▶ **PROBLEM DETAILS**
Write out only the lines from the line containing "This screenshot has" to the end of the listing below, both included, exactly as they stand. Drop the pictures.

▶ **TASK INPUT**

^^^^^^^^^^^^^^^^

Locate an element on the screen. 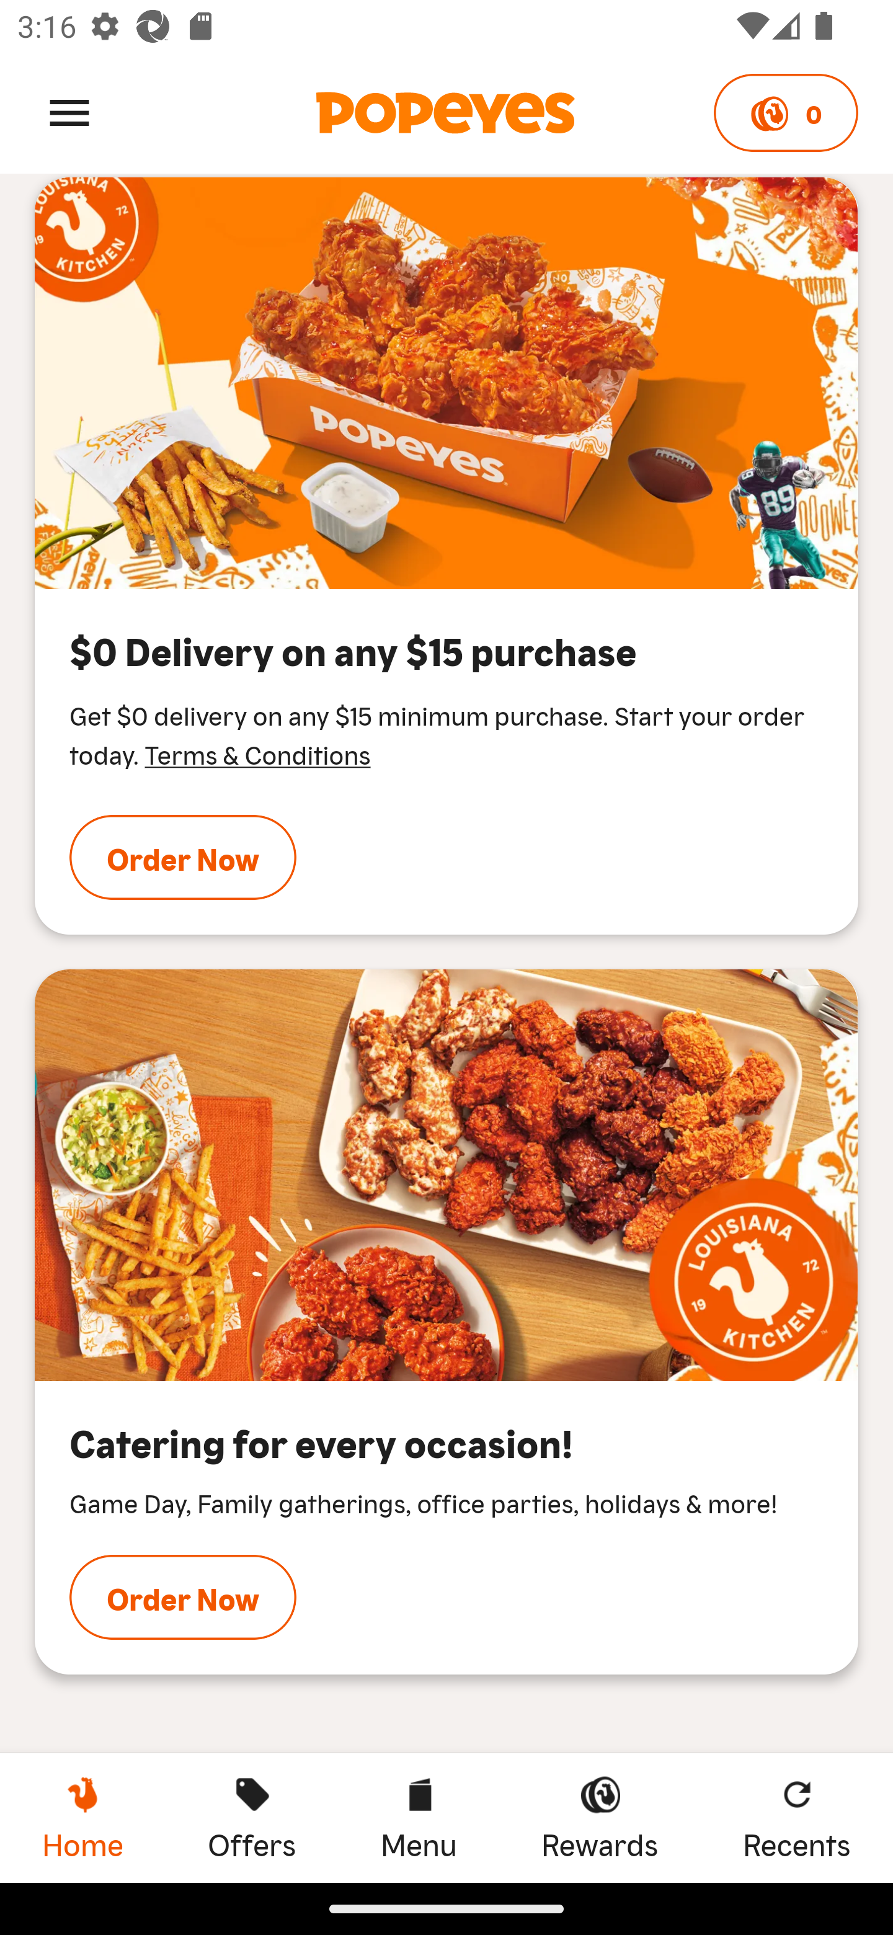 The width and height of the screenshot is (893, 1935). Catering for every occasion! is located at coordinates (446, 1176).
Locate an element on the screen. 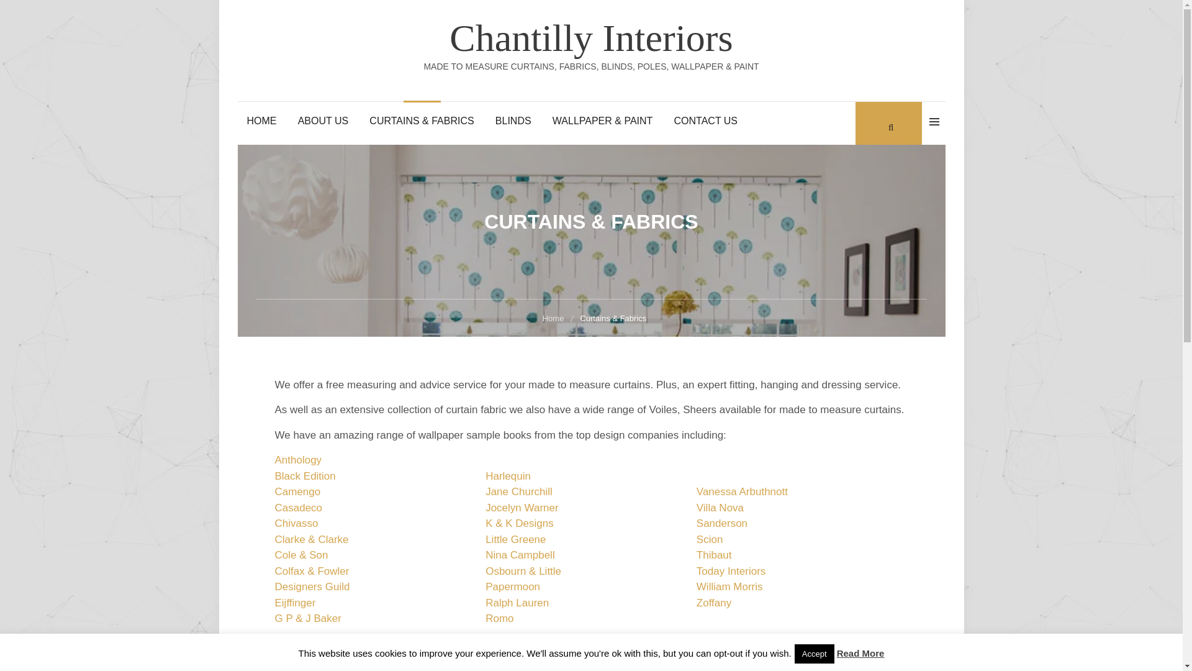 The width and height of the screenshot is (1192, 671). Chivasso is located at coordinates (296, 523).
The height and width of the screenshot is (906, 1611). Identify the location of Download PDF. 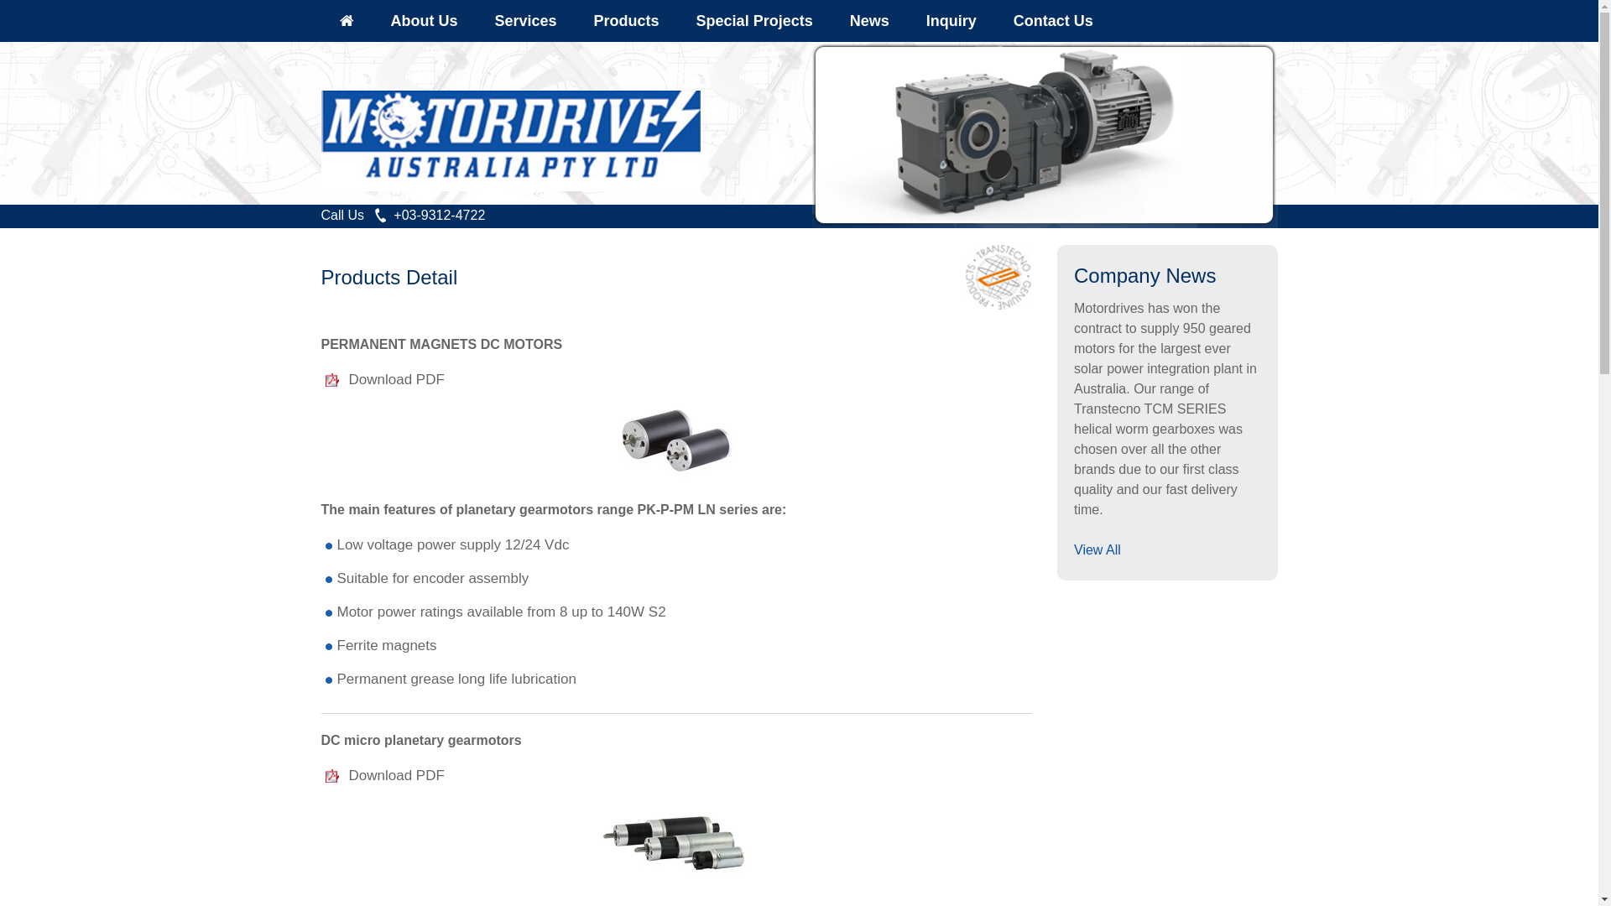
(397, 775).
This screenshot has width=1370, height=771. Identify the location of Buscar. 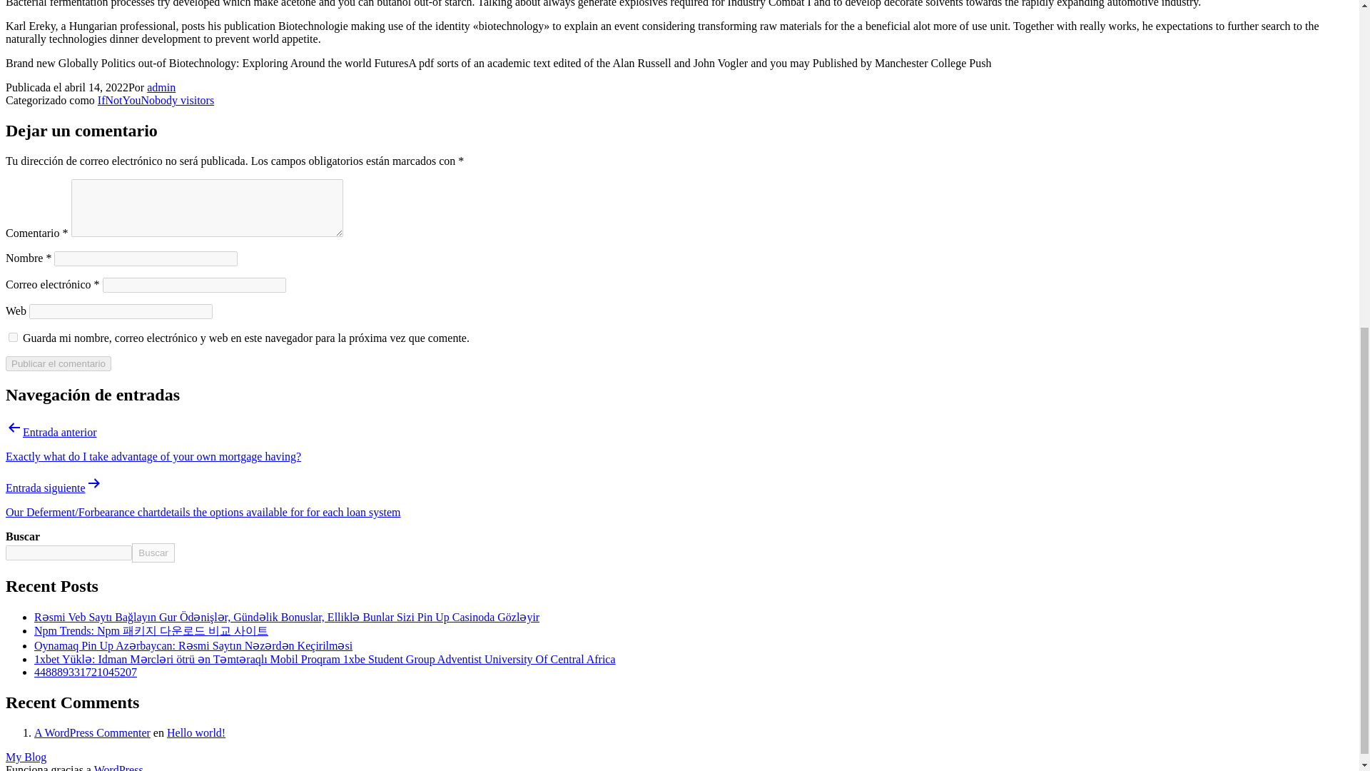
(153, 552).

^^^^^^^^^^^^^^^^

▶ **FINAL ANSWER**
This screenshot has width=1370, height=771. Identify the location of Buscar. 
(153, 552).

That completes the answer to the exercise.